Rabbit food goes down in family history

The Times Leader, May 10, 2014

Permissiveness is in the eye of the beholder.

And perspective on permissiveness is subject to sudden change.

You know that classic pot-roast dish? Hunks of meat, chunks of potatoes and big, old, honking carrots, all huddled together on the same platter?

Yeah, well, I have a vivid memory of same and will tell the pitiful tale in a sort of tribute for Mother’s Day. It won’t sound like a tribute at first, but wait for it.

Basically, my Mom is an exceptional cook – I’ve said it before, and I’ll say it again: Even toast tastes better at her house – but, man, did I detest, deplore, despise, de-everything else that petrifying pot roast. The meat was actually pretty good, and the potatoes not bad either. The overarching problem was the carrots.

And the fact that the boys – a father who regularly bestowed an E.I.S. Award on the mother for “Excellence in Supper” and brothers who not only tolerated those carrots but went zoo-monkey crazy over them – were so appreciative of this dish that it showed up fairly regularly in the family rotation.

Naturally, having not come of age in the “household restaurant” era, you know, when children dictate individual dinners and Mom makes them all to order, I felt downright dread each time the mere scent of pot roast wafted through our kitchen.

Understand, I was a kid and had magnificent kid problems. The biggest of them when it came to pot roast was not only that those carrots were king-size and cooked – to this day I prefer my beta-carotene raw and matchsticked – but that they touched the potatoes and meat.

I’d wail and rail, and Mom was pretty accepting of my “issues,” textural and otherwise, making sure the boys left me the end pieces of meat and potatoes that got nowhere near the carrots. Until one fine day …

Yes, one fine day, Mama decided to throw down.

Enough was enough, she said; I could still have my outskirts-of-town meat and spuds, but I was going to have to at least try the carrots. Because how else would I ever know or grow?

Essentially, I could not leave the table until I took a bite, one measly bite. Dinner was roundabout 5 p.m. then, and on this my memory is clear: 5 turned to 6 turned to 7 turned to 8. … The sun was in bed, the kitchen all shined up, and there I still sat, sunken shoulders, crossed arms and pouting lips.

No carrots, no way, no how. NOT happening.

Perhaps it was, eventually, one menacing, running-out-of-patience-here, 9-o’clockish look that told me I was not going to win this one, but ultimately I capitulated. OK, Mom, here I go: One bite. With tears and trembling hands …

I vanquished my enemy with a single blow.

I mean bite. The instant result, all over the table, chair and freshly swept floor, is why I did not become a nurse. (Grateful shout-out to all who did.)

My poor, poor mother. Tried so hard. Now, saddened, she merely surveyed the mess our showdown at high-9 had wrought and said barely five words to me: You can leave the table.

Defeated, she had to rescrub her kitchen. Meanwhile, away to the bedroom I galloped, there to announce the harrowing consequences of parental misbehavior quietly to my sister.

So, yeah, when I said last week that Mom never made us eat the blankets, a.k.a. cabbage, on the piggies, she gently reminded me of a day long ago and how sometimes battles just aren’t worth it, and you really do have to pick them.

A very mom-ly lesson if ever there were one. She’s taught it to us throughout this test-filled life, applying it skillfully to so much more than dinner.

I think I finally have this one down now, Mom. And, hey listen, your daughter-in-law tells me she’s making Mississippi pot roast for our Mother’s Day buffet. In your honor, I may request she add some carrots. I wish to make that one, and so many more, up to you.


Beginning at the line that contains "xyxy pixel coordinates", return every remaining line of the data below exactly; return nothing before it.

▶ DATASET
################
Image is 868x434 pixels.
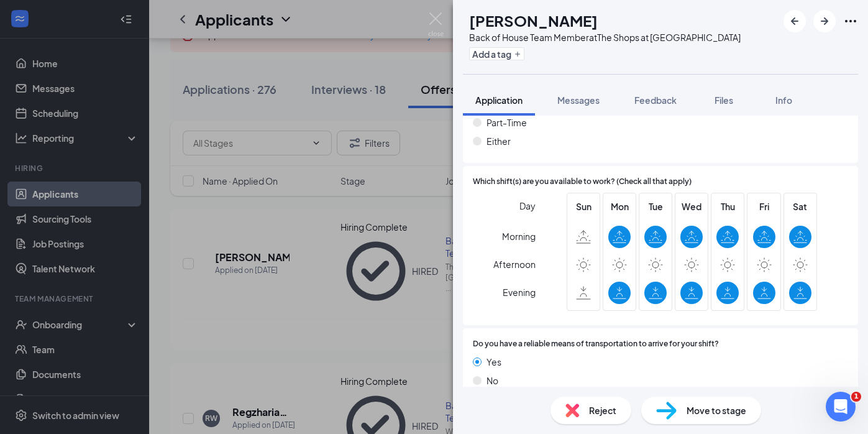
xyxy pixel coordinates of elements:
[486,134,510,148] span: Either
[843,14,858,29] svg: Ellipses
[634,94,677,106] span: Feedback
[817,14,832,29] svg: ArrowRight
[473,338,719,350] span: Do you have a reliable means of transportation to arrive for your shift?
[473,176,691,188] span: Which shift(s) are you available to work? (Check all that apply)
[787,14,802,29] svg: ArrowLeftNew
[608,199,631,213] span: Mon
[486,115,527,129] span: Part-Time
[715,94,733,106] span: Files
[680,199,703,213] span: Wed
[469,47,524,61] button: PlusAdd a tag
[753,199,775,213] span: Fri
[775,94,792,106] span: Info
[686,403,746,417] span: Move to stage
[789,199,811,213] span: Sat
[851,392,861,401] span: 1
[469,10,598,31] h1: [PERSON_NAME]
[486,354,502,368] span: Yes
[502,281,535,303] span: Evening
[826,392,855,421] iframe: Intercom live chat
[589,403,616,417] span: Reject
[519,198,535,212] span: Day
[572,199,594,213] span: Sun
[486,373,498,387] span: No
[476,94,522,106] span: Application
[716,199,739,213] span: Thu
[469,31,741,43] div: Back of House Team Member at The Shops at [GEOGRAPHIC_DATA]
[502,225,535,247] span: Morning
[645,199,666,213] span: Tue
[813,10,835,32] button: ArrowRight
[783,10,806,32] button: ArrowLeftNew
[514,50,521,58] svg: Plus
[493,253,535,275] span: Afternoon
[557,94,599,106] span: Messages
################
▶ EXPECTED OUTPUT
xyxy pixel coordinates of elements:
[486,134,510,148] span: Either
[843,14,858,29] svg: Ellipses
[634,94,677,106] span: Feedback
[817,14,832,29] svg: ArrowRight
[473,338,719,350] span: Do you have a reliable means of transportation to arrive for your shift?
[473,176,691,188] span: Which shift(s) are you available to work? (Check all that apply)
[787,14,802,29] svg: ArrowLeftNew
[608,199,631,213] span: Mon
[486,115,527,129] span: Part-Time
[715,94,733,106] span: Files
[680,199,703,213] span: Wed
[469,47,524,61] button: PlusAdd a tag
[753,199,775,213] span: Fri
[775,94,792,106] span: Info
[686,403,746,417] span: Move to stage
[789,199,811,213] span: Sat
[851,392,861,401] span: 1
[469,10,598,31] h1: [PERSON_NAME]
[486,354,502,368] span: Yes
[502,281,535,303] span: Evening
[826,392,855,421] iframe: Intercom live chat
[589,403,616,417] span: Reject
[519,198,535,212] span: Day
[572,199,594,213] span: Sun
[486,373,498,387] span: No
[476,94,522,106] span: Application
[716,199,739,213] span: Thu
[469,31,741,43] div: Back of House Team Member at The Shops at [GEOGRAPHIC_DATA]
[502,225,535,247] span: Morning
[645,199,666,213] span: Tue
[813,10,835,32] button: ArrowRight
[783,10,806,32] button: ArrowLeftNew
[514,50,521,58] svg: Plus
[493,253,535,275] span: Afternoon
[557,94,599,106] span: Messages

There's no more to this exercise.